An increasing amount of research reinforces their concerns. For example, studies that show how technology contributes to a state of ‘continual partial attention’ and how it can be addictive. One 2017 study from the McCombs School of Business at the University of Texas concluded that the mere presence of your smartphone can reduce ‘cognitive capacity’.
At the time of writing, there is still no official recognition that ‘smartphone addiction’ or ‘social media addiction’ are psychological disorders, although the fact that the World Health Organization now classifies video game addiction as an official mental disorder suggests that there is a growing understanding of how seriously technology can affect our mental health. But that understanding still has a long way to go, and clearly lags behind the disorientating speed of technological change.

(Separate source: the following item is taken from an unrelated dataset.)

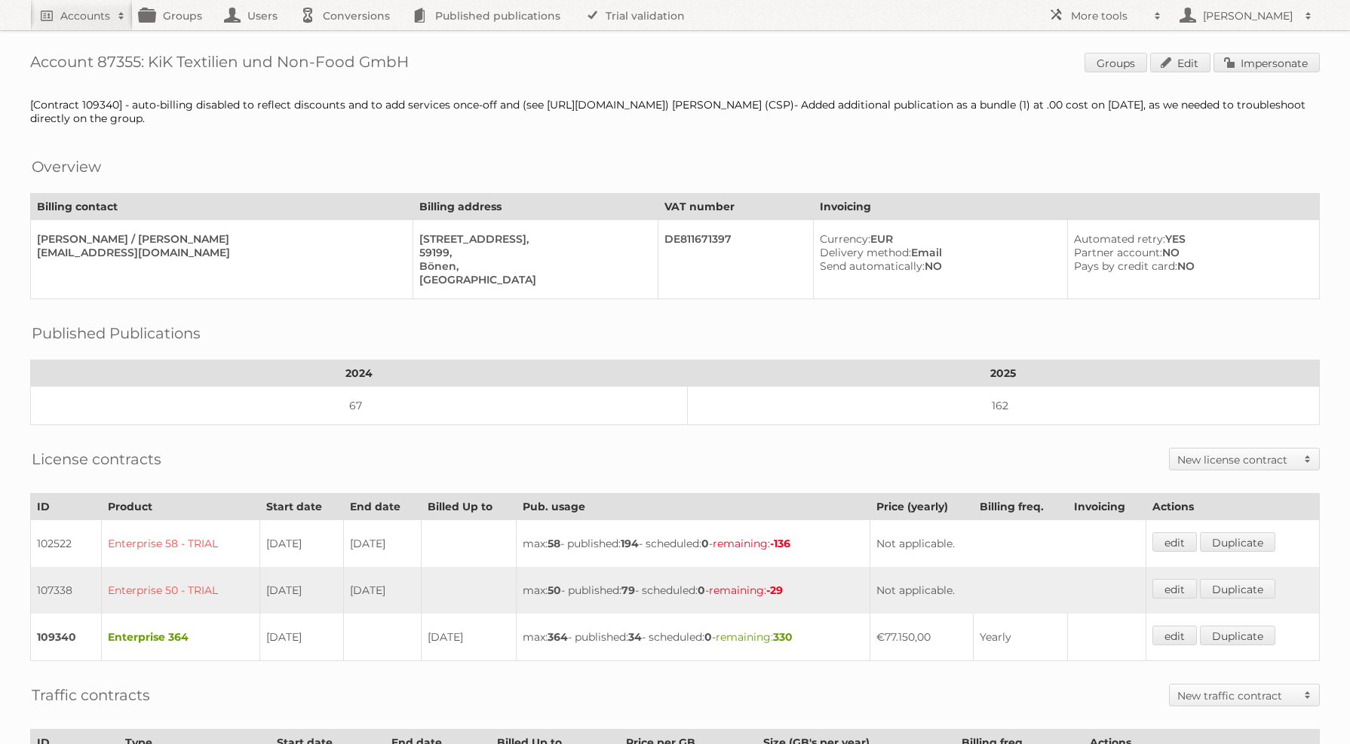 Image resolution: width=1350 pixels, height=744 pixels. What do you see at coordinates (66, 590) in the screenshot?
I see `td: 107338` at bounding box center [66, 590].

Though pressure is rising. In 2018, for instance, CNN reported that the mighty Unilever threatened to pull its advertising from Facebook and Google unless they combat toxic problems – including privacy concerns, objectionable content and a lack of protections for children – which are ‘eroding social trust, harming users and undermining democracies’. There is a growing awareness that the great power of internet companies must come, Spiderman-style, with a great sense of responsibility. However, it is debatable as to how much responsibility they will develop without real social and financial pressure of the kind we are only beginning to see. As with fast food or cigarettes or the gun industry, the companies making a profit from something might be the most reluctant to see the potential problems. So when the people on the inside are among those raising the alarm, we should really listen.
11
THE DETECTIVE OF DESPAIR
‘These fragments I have shored against my ruins’

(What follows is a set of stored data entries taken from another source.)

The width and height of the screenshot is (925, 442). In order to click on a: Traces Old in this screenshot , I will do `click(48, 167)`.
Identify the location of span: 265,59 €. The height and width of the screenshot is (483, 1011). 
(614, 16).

—T.S. Eliot, The Waste Land
Awareness WHEN I FIRST became ill, at the age of 24 – when I ‘broke down’ – the world became sharper. Painfully so. Shadows had sudden weight, clouds became greyer, music became louder. I became more alert to everything I had been numb to. I noticed the things that made me feel worse about the modern world. Things that probably make many of us feel worse. I felt the wearying pressure of advertising, the frantic madness of crowds and traffic, the suffocating nature of social expectation.
Illness has a lot to teach wellness.
But when I am well I forget these things. The trick is to keep hold of that knowledge. To turn recovery into prevention. To live how I live when I am ill, without being ill.